102 Years Since Women’s Suffrage: What’s Changed?
It’s time to be grateful to the women who marched and earned women’s suffrage on August 18, 1920. Their success changed lives in every arena of life.
The enduring positives of women’s suffrage continue to powerfully unite women.
Like a stone tossed into a pond, the women’s suffrage movement in America created ripples of effect upon the water of Time and History that continue to be felt today. From Seneca Falls to today, we probe and reflect upon a few of the magnanimous positives of one of the grandest movements to rock and empower the United States to new heights.
The original suffragists threw long shadows we hope to honor and not step on.
What’s changed in the 102 years since suffragists changed the Constitution in August 1920 to make room for the 19th Amendment — the one granting all women the right to vote?
Here are three observations of change we’ve taken stock of:
1. The women’s vote led to the greater proliferation of female icons
What has changed since 1920 was the greater fielding and elevation of a scintillating array of female icons — made possible by the women’s vote, which helped pass laws that protected women in courts, business, family life, education, medicine, and other key arenas of life. With official nurturing and legal protection, eventually women began to rise up above the shoulders of their male counterparts, hold their own against these cohorts, and dictate top-to-bottom change from the female perspective.
Too many women fall under the umbrella of icons in our country today to be named here, but each deserves to be honored for their fights against sex discrimination. What is true today, however, is that girls and women can have their so-and-so heroine and such-and-such feminist figure to look up to and admire, whatever their skin color, cultural background, gender choice, or other.
It bears repeating that these powerful women would have had a much harder path forging their future for themselves and others if not for the women’s vote won by the suffragists — the original seed kernel of which was planted at the historical 1848 Seneca Falls Convention, wherein the first women’s rights movement was organized and founded.
Fast forward to eventual constitutional amendment ratification in late August 1920 and beyond, and key rights like divorce, abortion, universal career access, and broad protections against sexual discrimination were advocated for and earned by our women leaders.
2. Pink businesses — owned and controlled by women — were born and respected
The success of the women’s suffrage movement meant that scores of public money and investment could be spent on growing businesses that banked upon female pursuits, passions, and interests, like beauty, health, and fashion. Not only did these greatly help economically lift entrepreneurial-minded women out of poverty, but paved the road for the eventual, successful proliferation of the “pink business,” wherein women make powerful business decisions that are (still) sometimes life-impacting.
Because money is important in running for office, women who nourished their own pink business enterprises in the decades since August 1920 began using their business know-how to nominate themselves to positions of power among the business and political establishments. Earning the right to vote ultimately meant women graduated from being solely consumers, to businesswomen, to political mavens who could wield political and economic power.
3. Women’s right to vote led to a greater access to higher education
Top of the bill at Seneca Falls was women’s proclamation of a great need for educational opportunity, which in turn led to greater economic opportunity. It was then that a fierce legal and social fight began, by women, for women to be allowed into realms of higher education — some of which were won, some of which were lost.
Through legal challenges that persisted before and after the vote was earned in 1920, universal access to higher education finally manifested when Title IX was enacted in 1972, which had federal law recognize a universal right to education free from sex discrimination. Since then, women and girls have reaped the massive rewards of refining and educating their minds at places of higher learning, as well as receiving official degrees and honors.
It is without question that the earned right to vote that came in 1920 greatly paved the way for women to mount legal and political challenges that led to this great wave of change in education halls everywhere.
What an honor it is to live in a country where women continue to gather and fight for their needs and rights without taking “no” for an answer. The women’s rights movement continues to press ahead against its current challenges.
Great victories and difficult challenges have marked the 102-year-old path since the women’s suffrage movement first earned the right to vote in America. With the fight still raging, do more to support women’s rights today!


**WHAT YOU SHOULD DO**
Search the data for the word "Nonpriority" and copy out every line that has it.

(EXTRACTED RECORDS begins)

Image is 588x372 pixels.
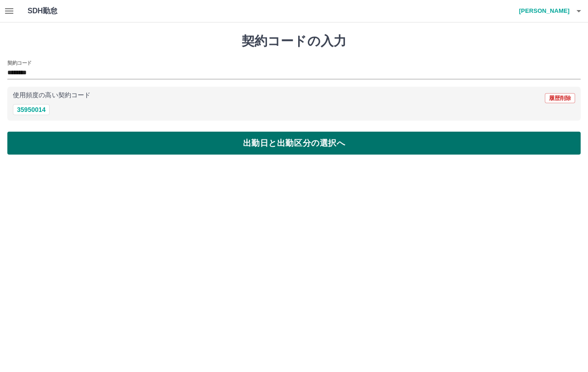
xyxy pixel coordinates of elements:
button: 出勤日と出勤区分の選択へ [8,132,580,155]
h2: 契約コード [8,59,32,67]
p: 使用頻度の高い契約コード [13,92,90,99]
h1: 契約コードの入力 [8,34,580,49]
button: 35950014 [13,104,50,115]
button: 履歴削除 [545,93,575,103]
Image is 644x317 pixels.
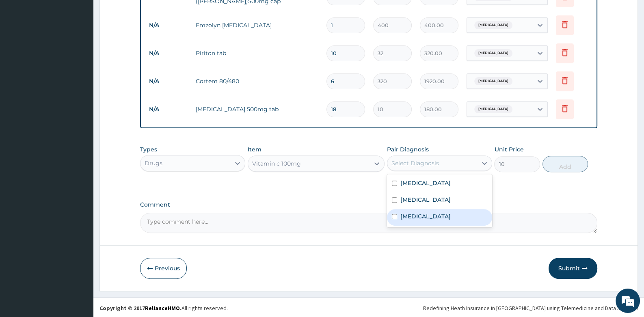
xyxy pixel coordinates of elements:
[548,258,597,279] button: Submit
[133,4,153,24] div: Minimize live chat window
[423,304,638,312] div: Redefining Heath Insurance in [GEOGRAPHIC_DATA] using Telemedicine and Data Science!
[494,145,523,154] label: Unit Price
[192,101,322,117] td: [MEDICAL_DATA] 500mg tab
[145,74,192,89] td: N/A
[15,40,33,61] img: d_794563401_company_1708531726252_794563401
[192,73,322,89] td: Cortem 80/480
[145,102,192,117] td: N/A
[400,196,451,204] label: [MEDICAL_DATA]
[42,46,136,56] div: Chat with us now
[140,258,187,279] button: Previous
[474,105,512,113] span: [MEDICAL_DATA]
[400,179,451,187] label: [MEDICAL_DATA]
[387,145,429,154] label: Pair Diagnosis
[140,146,157,153] label: Types
[400,212,451,221] label: [MEDICAL_DATA]
[474,77,512,85] span: [MEDICAL_DATA]
[248,145,261,154] label: Item
[99,305,182,312] strong: Copyright © 2017 .
[474,49,512,57] span: [MEDICAL_DATA]
[47,102,112,184] span: We're online!
[252,160,301,168] div: Vitamin c 100mg
[145,46,192,61] td: N/A
[144,159,163,167] div: Drugs
[145,18,192,33] td: N/A
[4,221,155,250] textarea: Type your message and hit 'Enter'
[542,156,588,172] button: Add
[145,305,180,312] a: RelianceHMO
[392,159,439,167] div: Select Diagnosis
[192,17,322,33] td: Emzolyn [MEDICAL_DATA]
[140,202,597,208] label: Comment
[192,45,322,61] td: Piriton tab
[474,21,512,29] span: [MEDICAL_DATA]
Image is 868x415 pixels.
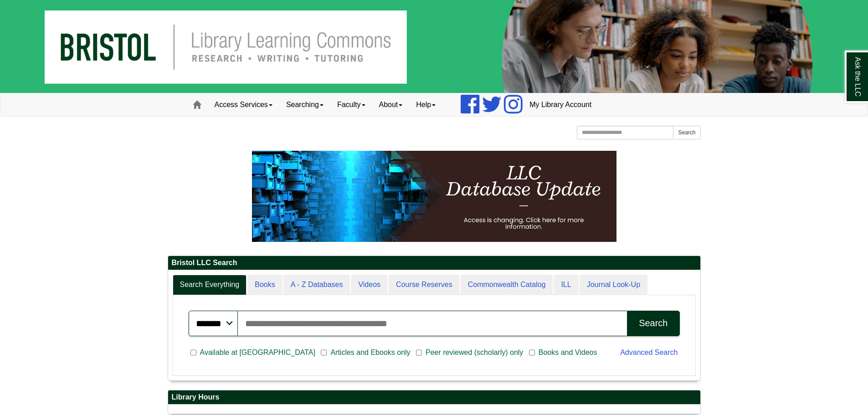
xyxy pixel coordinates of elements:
[460,275,553,295] a: Commonwealth Catalog
[248,275,282,295] a: Books
[388,275,460,295] a: Course Reserves
[416,348,422,356] input: Peer reviewed (scholarly) only
[638,318,667,328] div: Search
[534,347,600,358] span: Books and Videos
[168,391,700,405] h2: Library Hours
[351,275,388,295] a: Videos
[409,93,443,116] a: Help
[252,150,616,242] img: HTML tutorial
[627,311,679,336] button: Search
[673,126,700,139] button: Search
[321,348,327,356] input: Articles and Ebooks only
[196,347,319,358] span: Available at [GEOGRAPHIC_DATA]
[283,275,351,295] a: A - Z Databases
[327,347,414,358] span: Articles and Ebooks only
[372,93,409,116] a: About
[168,256,700,270] h2: Bristol LLC Search
[279,93,330,116] a: Searching
[208,93,279,116] a: Access Services
[330,93,372,116] a: Faculty
[554,275,578,295] a: ILL
[620,348,677,356] a: Advanced Search
[422,347,526,358] span: Peer reviewed (scholarly) only
[580,275,647,295] a: Journal Look-Up
[173,275,247,295] a: Search Everything
[529,348,534,356] input: Books and Videos
[191,348,196,356] input: Available at [GEOGRAPHIC_DATA]
[523,93,598,116] a: My Library Account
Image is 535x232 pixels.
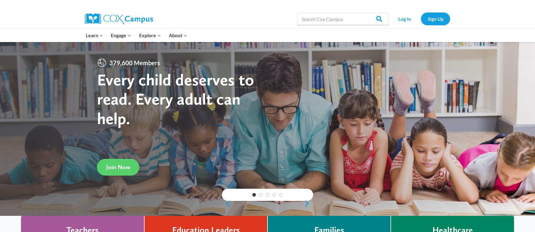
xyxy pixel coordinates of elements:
span: About [169,31,187,39]
a: Join Now [97,159,139,175]
a: Sign Up [421,12,450,25]
a: next [304,200,313,207]
input: Search Cox Campus [297,13,388,25]
a: Log In [391,12,418,25]
nav: Primary Navigation [82,29,191,42]
a: previous [222,200,231,207]
span: Learn [86,31,103,39]
div: content slider buttons [222,197,313,209]
a: 4 [272,193,276,196]
nav: Secondary Navigation [391,12,450,25]
strong: Every child deserves to read. Every adult can help. [97,70,254,128]
span: Explore [139,31,161,39]
a: 3 [266,193,269,196]
span: Join Now [106,163,130,170]
span: 379,600 Members [107,58,163,68]
a: 1 [252,193,256,196]
a: 2 [259,193,263,196]
img: Cox Campus [85,13,153,24]
a: 5 [279,193,283,196]
span: Engage [111,31,131,39]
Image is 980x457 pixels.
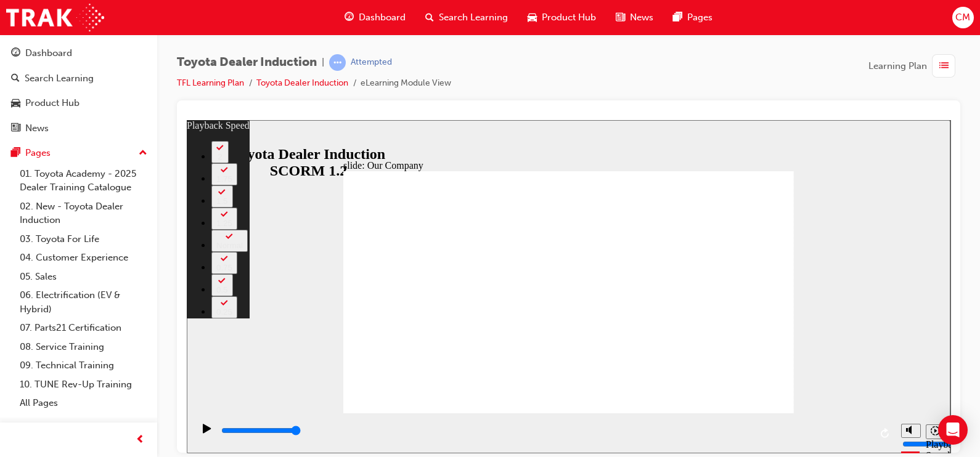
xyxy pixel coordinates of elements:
div: News [25,121,49,135]
a: 03. Toyota For Life [14,230,152,249]
button: Pages [5,141,152,164]
a: 02. New - Toyota Dealer Induction [14,197,152,230]
span: list-icon [939,58,949,73]
a: search-iconSearch Learning [415,5,517,31]
button: DashboardSearch LearningProduct HubNews [5,39,152,141]
a: Toyota Dealer Induction [257,77,348,88]
a: 07. Parts21 Certification [14,319,152,338]
button: 2 [25,21,42,43]
div: Playback Speed [739,319,757,342]
div: Search Learning [25,72,94,86]
span: Search Learning [439,10,508,25]
a: guage-iconDashboard [335,5,415,31]
span: search-icon [425,10,434,25]
a: pages-iconPages [663,5,722,31]
span: guage-icon [344,10,354,25]
span: car-icon [11,98,20,109]
span: Toyota Dealer Induction [177,55,317,70]
span: search-icon [11,73,20,84]
a: 05. Sales [14,267,152,286]
div: playback controls [6,293,708,333]
button: CM [951,7,973,29]
span: prev-icon [136,432,145,447]
span: news-icon [615,10,625,25]
button: Play (Ctrl+Alt+P) [6,303,27,324]
button: Replay (Ctrl+Alt+R) [689,304,708,322]
a: 01. Toyota Academy - 2025 Dealer Training Catalogue [14,164,152,197]
div: Open Intercom Messenger [938,415,968,445]
a: 09. Technical Training [14,356,152,375]
a: News [5,117,152,140]
button: Learning Plan [868,54,960,77]
span: pages-icon [11,148,20,159]
button: Mute (Ctrl+Alt+M) [714,303,734,318]
span: pages-icon [673,10,682,25]
div: Pages [25,146,51,160]
div: Product Hub [25,96,79,111]
span: News [630,10,653,25]
a: 04. Customer Experience [14,248,152,267]
input: slide progress [34,305,114,316]
a: 10. TUNE Rev-Up Training [14,375,152,394]
span: | [322,55,324,70]
span: learningRecordVerb_ATTEMPT-icon [329,54,345,71]
a: news-iconNews [606,5,663,31]
div: misc controls [708,293,757,333]
a: Dashboard [5,42,152,65]
input: volume [716,319,795,329]
span: guage-icon [11,48,20,59]
div: Attempted [350,56,392,69]
div: Dashboard [25,46,73,60]
a: All Pages [14,394,152,413]
li: eLearning Module View [361,76,451,91]
span: CM [955,10,970,25]
span: Learning Plan [868,59,927,73]
span: car-icon [528,10,536,25]
a: 06. Electrification (EV & Hybrid) [14,286,152,319]
span: up-icon [138,145,147,161]
a: car-iconProduct Hub [517,5,606,31]
a: Search Learning [5,67,152,90]
div: 2 [30,32,37,41]
span: Dashboard [359,10,406,25]
span: news-icon [11,123,20,135]
a: TFL Learning Plan [177,77,244,88]
img: Trak [6,4,104,31]
a: Product Hub [5,92,152,114]
button: Playback speed [739,304,758,319]
a: 08. Service Training [14,338,152,357]
span: Pages [687,10,712,25]
span: Product Hub [541,10,595,25]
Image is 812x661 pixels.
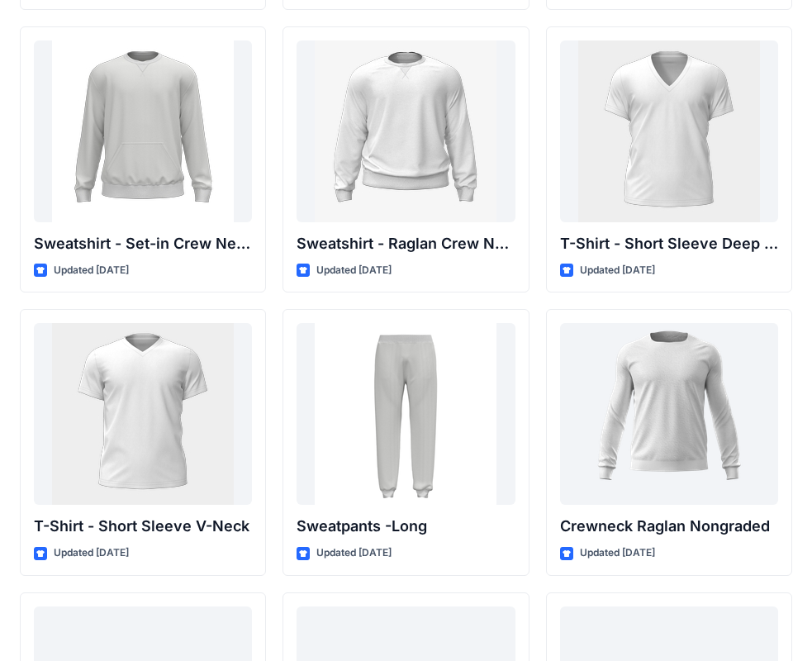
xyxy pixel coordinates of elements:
p: Updated [DATE] [316,262,392,279]
p: Updated [DATE] [316,544,392,561]
a: Sweatpants -Long [297,322,514,505]
a: T-Shirt - Short Sleeve Deep V-Neck [560,41,778,222]
a: T-Shirt - Short Sleeve V-Neck [34,322,252,505]
p: Sweatpants -Long [297,514,514,538]
p: Crewneck Raglan Nongraded [560,514,778,538]
p: Updated [DATE] [580,262,655,279]
p: Updated [DATE] [54,544,129,561]
p: T-Shirt - Short Sleeve V-Neck [34,514,252,538]
p: Sweatshirt - Raglan Crew Neck [297,232,514,255]
p: Updated [DATE] [54,262,129,279]
p: T-Shirt - Short Sleeve Deep V-Neck [560,232,778,255]
p: Updated [DATE] [580,544,655,561]
a: Sweatshirt - Set-in Crew Neck w Kangaroo Pocket [34,41,252,222]
a: Sweatshirt - Raglan Crew Neck [297,41,514,222]
p: Sweatshirt - Set-in Crew Neck w Kangaroo Pocket [34,232,252,255]
a: Crewneck Raglan Nongraded [560,322,778,505]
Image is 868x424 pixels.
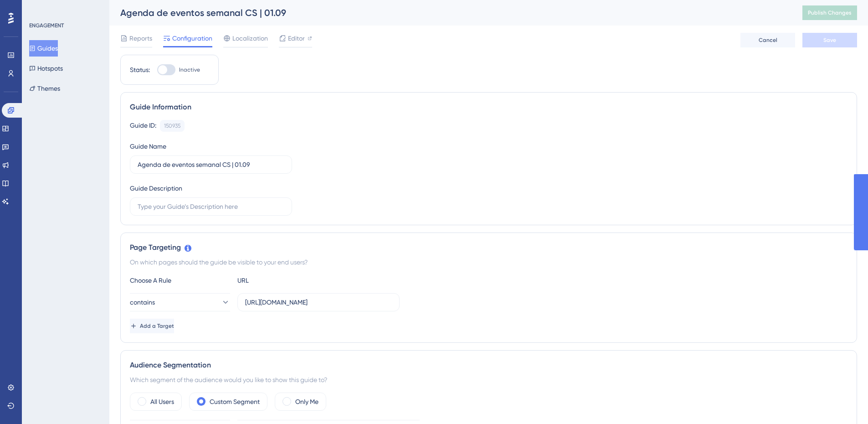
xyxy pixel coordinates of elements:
button: Themes [29,80,60,97]
span: contains [130,297,155,308]
div: Guide Information [130,102,848,113]
input: yourwebsite.com/path [245,297,392,307]
button: Cancel [741,33,795,48]
div: On which pages should the guide be visible to your end users? [130,257,848,268]
div: Guide Description [130,183,182,194]
label: Only Me [295,396,318,407]
button: Add a Target [130,319,174,334]
div: URL [238,275,338,286]
div: Guide Name [130,141,166,152]
span: Publish Changes [808,9,852,16]
span: Configuration [172,33,212,44]
div: Choose A Rule [130,275,230,286]
iframe: UserGuiding AI Assistant Launcher [830,388,857,415]
input: Type your Guide’s Name here [138,160,285,170]
button: Hotspots [29,60,63,77]
div: Agenda de eventos semanal CS | 01.09 [120,6,780,19]
button: Guides [29,40,58,56]
input: Type your Guide’s Description here [138,201,285,211]
div: Guide ID: [130,120,156,132]
button: Publish Changes [803,6,857,20]
span: Add a Target [140,322,174,330]
div: Audience Segmentation [130,360,848,371]
label: All Users [150,396,174,407]
div: Page Targeting [130,242,848,253]
span: Editor [288,33,305,44]
button: contains [130,294,230,312]
label: Custom Segment [210,396,259,407]
span: Reports [130,33,152,44]
span: Inactive [179,66,200,73]
button: Save [803,33,857,48]
span: Save [824,36,836,44]
div: 150935 [164,122,180,130]
div: Status: [130,65,150,75]
span: Localization [233,33,268,44]
div: Which segment of the audience would you like to show this guide to? [130,374,848,385]
span: Cancel [759,36,778,44]
div: ENGAGEMENT [29,22,64,29]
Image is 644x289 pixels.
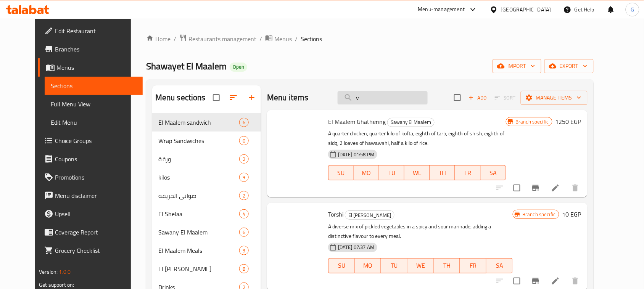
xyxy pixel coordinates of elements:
span: Shawayet El Maalem [146,58,227,75]
span: WE [408,167,427,178]
span: Branches [55,45,137,54]
div: El Maalem Meals9 [152,241,261,260]
button: WE [408,258,434,274]
button: SA [481,165,506,180]
span: Select section first [490,92,521,104]
div: El Maalem Mazza [158,264,239,274]
a: Edit menu item [551,184,560,193]
h2: Menu items [267,92,308,103]
p: A quarter chicken, quarter kilo of kofta, eighth of tarb, eighth of shish, eighth of sidq, 2 loav... [328,129,506,148]
button: FR [455,165,481,180]
button: SA [486,258,513,274]
span: TH [433,167,452,178]
span: Sawany El Maalem [158,228,239,237]
div: El Maalem sandwich6 [152,113,261,131]
span: SU [332,260,352,271]
span: Add [467,94,488,102]
span: SU [332,167,350,178]
span: Branch specific [519,211,558,218]
span: 2 [240,156,248,163]
span: 9 [240,174,248,181]
button: SU [328,258,355,274]
span: 8 [240,265,248,273]
div: items [239,264,249,274]
span: Sections [51,81,137,91]
div: [GEOGRAPHIC_DATA] [501,5,551,14]
span: El Maalem Meals [158,246,239,255]
div: items [239,173,249,182]
span: El [PERSON_NAME] [345,211,394,220]
a: Full Menu View [45,95,143,113]
a: Upsell [38,205,143,223]
div: Wrap Sandwiches0 [152,131,261,150]
span: Upsell [55,209,137,219]
span: 6 [240,119,248,126]
span: export [550,61,587,71]
div: items [239,136,249,145]
span: Sort sections [224,88,243,107]
div: El Maalem Mazza [345,211,395,220]
span: 9 [240,247,248,254]
input: search [338,91,427,104]
span: 4 [240,211,248,218]
span: Coverage Report [55,228,137,237]
button: export [544,59,594,73]
span: Torshi [328,209,344,220]
span: Wrap Sandwiches [158,136,239,145]
button: Manage items [521,91,587,105]
div: ورقة2 [152,150,261,168]
button: FR [460,258,486,274]
span: TU [384,260,404,271]
h2: Menu sections [155,92,206,103]
span: صوانى الحريفه [158,191,239,200]
li: / [173,35,176,44]
a: Restaurants management [179,34,256,44]
span: 6 [240,229,248,236]
span: Version: [39,267,58,277]
h6: 10 EGP [562,209,582,220]
span: Promotions [55,173,137,182]
a: Edit menu item [551,277,560,286]
div: kilos9 [152,168,261,186]
span: El Shelaa [158,209,239,219]
a: Home [146,35,171,44]
div: items [239,118,249,127]
a: Branches [38,40,143,58]
li: / [260,35,262,44]
span: Open [230,63,247,70]
span: Coupons [55,155,137,164]
span: Sawany El Maalem [388,118,434,126]
a: Menu disclaimer [38,186,143,205]
span: SA [484,167,503,178]
span: 1.0.0 [59,267,71,277]
span: Select to update [509,273,525,289]
span: Restaurants management [188,35,256,44]
span: Full Menu View [51,100,137,109]
span: FR [463,260,484,271]
div: items [239,246,249,255]
div: items [239,191,249,200]
span: kilos [158,173,239,182]
div: items [239,228,249,237]
span: Edit Restaurant [55,26,137,36]
span: 2 [240,192,248,199]
button: MO [355,258,381,274]
div: El Shelaa4 [152,205,261,223]
a: Promotions [38,168,143,186]
button: WE [404,165,430,180]
span: Select to update [509,180,525,196]
span: El [PERSON_NAME] [158,264,239,274]
div: Sawany El Maalem [387,118,435,127]
button: TH [434,258,460,274]
span: SA [489,260,510,271]
span: FR [458,167,478,178]
span: Select section [450,90,465,105]
div: صوانى الحريفه2 [152,186,261,205]
span: Grocery Checklist [55,246,137,255]
a: Sections [45,76,143,95]
a: Edit Restaurant [38,22,143,40]
button: TU [379,165,405,180]
nav: breadcrumb [146,34,594,44]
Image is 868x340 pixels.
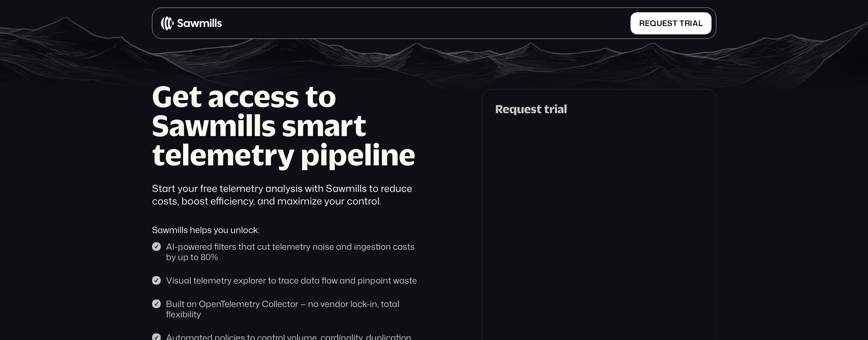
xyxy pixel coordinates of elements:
span: u [656,18,662,28]
div: Sawmills helps you unlock: [152,225,422,235]
span: s [667,18,672,28]
span: t [679,18,685,28]
span: e [662,18,667,28]
div: Built on OpenTelemetry Collector — no vendor lock-in, total flexibility [166,298,422,319]
span: a [692,18,698,28]
div: Request trial [494,102,702,115]
span: e [645,18,649,28]
h1: Get access to Sawmills smart telemetry pipeline [152,82,422,169]
div: Start your free telemetry analysis with Sawmills to reduce costs, boost efficiency, and maximize ... [152,182,422,208]
span: R [639,18,645,28]
span: l [698,18,702,28]
span: t [672,18,677,28]
span: q [649,18,656,28]
span: i [689,18,692,28]
a: Requesttrial [630,12,711,35]
div: Visual telemetry explorer to trace data flow and pinpoint waste [166,275,422,285]
span: r [685,18,690,28]
div: AI-powered filters that cut telemetry noise and ingestion costs by up to 80% [166,242,422,262]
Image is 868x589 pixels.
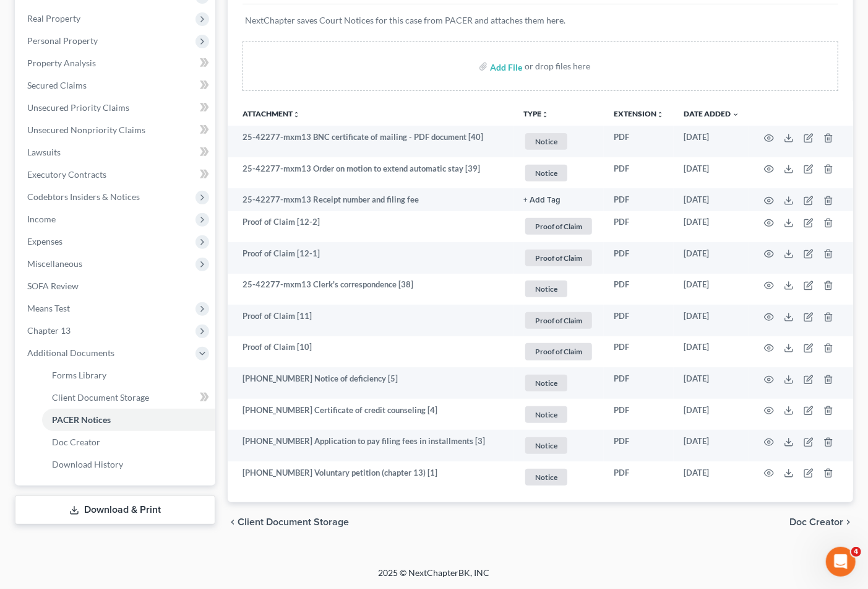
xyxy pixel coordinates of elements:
button: + Add Tag [523,196,561,204]
span: Income [27,213,56,224]
td: [DATE] [674,188,749,210]
td: PDF [604,126,674,157]
td: [DATE] [674,211,749,243]
td: [PHONE_NUMBER] Certificate of credit counseling [4] [228,398,513,430]
td: PDF [604,398,674,430]
span: Proof of Claim [525,249,592,266]
button: chevron_left Client Document Storage [228,517,349,527]
td: PDF [604,429,674,461]
a: Secured Claims [18,75,215,96]
td: 25-42277-mxm13 Order on motion to extend automatic stay [39] [228,157,513,189]
i: chevron_right [843,517,853,527]
a: PACER Notices [42,409,215,431]
a: Forms Library [42,364,215,386]
span: Means Test [27,303,70,313]
span: Property Analysis [27,58,96,68]
span: 4 [851,547,861,557]
span: Notice [525,406,568,423]
i: unfold_more [656,110,664,118]
span: Forms Library [52,369,106,380]
span: Notice [525,437,568,454]
td: 25-42277-mxm13 Clerk's correspondence [38] [228,274,513,305]
td: PDF [604,274,674,305]
a: + Add Tag [523,194,594,205]
button: TYPEunfold_more [523,110,549,118]
span: Client Document Storage [52,392,149,403]
td: [PHONE_NUMBER] Voluntary petition (chapter 13) [1] [228,461,513,493]
span: SOFA Review [27,280,79,291]
span: Additional Documents [27,347,115,357]
a: Client Document Storage [42,386,215,409]
span: Proof of Claim [525,218,592,234]
a: Property Analysis [18,52,215,75]
a: Notice [523,467,594,487]
td: Proof of Claim [12-2] [228,211,513,243]
td: [DATE] [674,461,749,493]
span: Notice [525,374,568,391]
a: Download & Print [15,495,215,524]
span: Proof of Claim [525,312,592,329]
a: Proof of Claim [523,341,594,362]
span: Doc Creator [789,517,843,527]
td: [DATE] [674,429,749,461]
span: Secured Claims [27,80,87,90]
div: or drop files here [525,60,590,72]
td: PDF [604,157,674,189]
td: PDF [604,211,674,243]
span: Chapter 13 [27,325,70,336]
td: PDF [604,305,674,336]
a: Attachmentunfold_more [243,109,300,118]
div: 2025 © NextChapterBK, INC [82,566,787,589]
p: NextChapter saves Court Notices for this case from PACER and attaches them here. [245,14,836,27]
iframe: Intercom live chat [826,547,856,576]
span: Executory Contracts [27,169,106,179]
a: Date Added expand_more [684,109,739,118]
span: Personal Property [27,35,98,46]
a: Proof of Claim [523,310,594,331]
span: Unsecured Priority Claims [27,102,129,113]
button: Doc Creator chevron_right [789,517,853,527]
td: Proof of Claim [12-1] [228,242,513,274]
a: Proof of Claim [523,216,594,236]
i: unfold_more [293,110,300,118]
span: Proof of Claim [525,343,592,360]
td: [DATE] [674,305,749,336]
i: expand_more [732,110,739,118]
a: Extensionunfold_more [614,109,664,118]
span: Notice [525,469,568,486]
td: [PHONE_NUMBER] Application to pay filing fees in installments [3] [228,429,513,461]
a: Lawsuits [18,141,215,163]
td: [DATE] [674,126,749,157]
td: PDF [604,188,674,210]
td: PDF [604,336,674,368]
span: Lawsuits [27,146,60,157]
td: PDF [604,242,674,274]
span: Notice [525,280,568,297]
span: Miscellaneous [27,258,82,269]
span: Real Property [27,13,80,23]
a: Unsecured Nonpriority Claims [18,119,215,141]
a: Notice [523,279,594,299]
td: 25-42277-mxm13 Receipt number and filing fee [228,188,513,210]
span: Unsecured Nonpriority Claims [27,125,146,135]
span: Client Document Storage [238,517,349,527]
span: Download History [52,459,123,469]
a: Notice [523,163,594,183]
a: Notice [523,373,594,393]
a: Notice [523,404,594,424]
i: chevron_left [228,517,238,527]
span: Expenses [27,236,63,246]
span: Notice [525,165,568,182]
td: [DATE] [674,157,749,189]
td: [PHONE_NUMBER] Notice of deficiency [5] [228,367,513,398]
td: Proof of Claim [10] [228,336,513,368]
td: PDF [604,367,674,398]
span: Notice [525,133,568,150]
td: [DATE] [674,398,749,430]
span: Doc Creator [52,436,101,447]
td: PDF [604,461,674,493]
td: [DATE] [674,242,749,274]
td: [DATE] [674,336,749,368]
td: [DATE] [674,367,749,398]
a: SOFA Review [18,275,215,297]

(EXTRACTED RECORDS ends)

**TASK RESPONSE**
a: Unsecured Nonpriority Claims [18,119,215,141]
span: Unsecured Nonpriority Claims [27,125,146,135]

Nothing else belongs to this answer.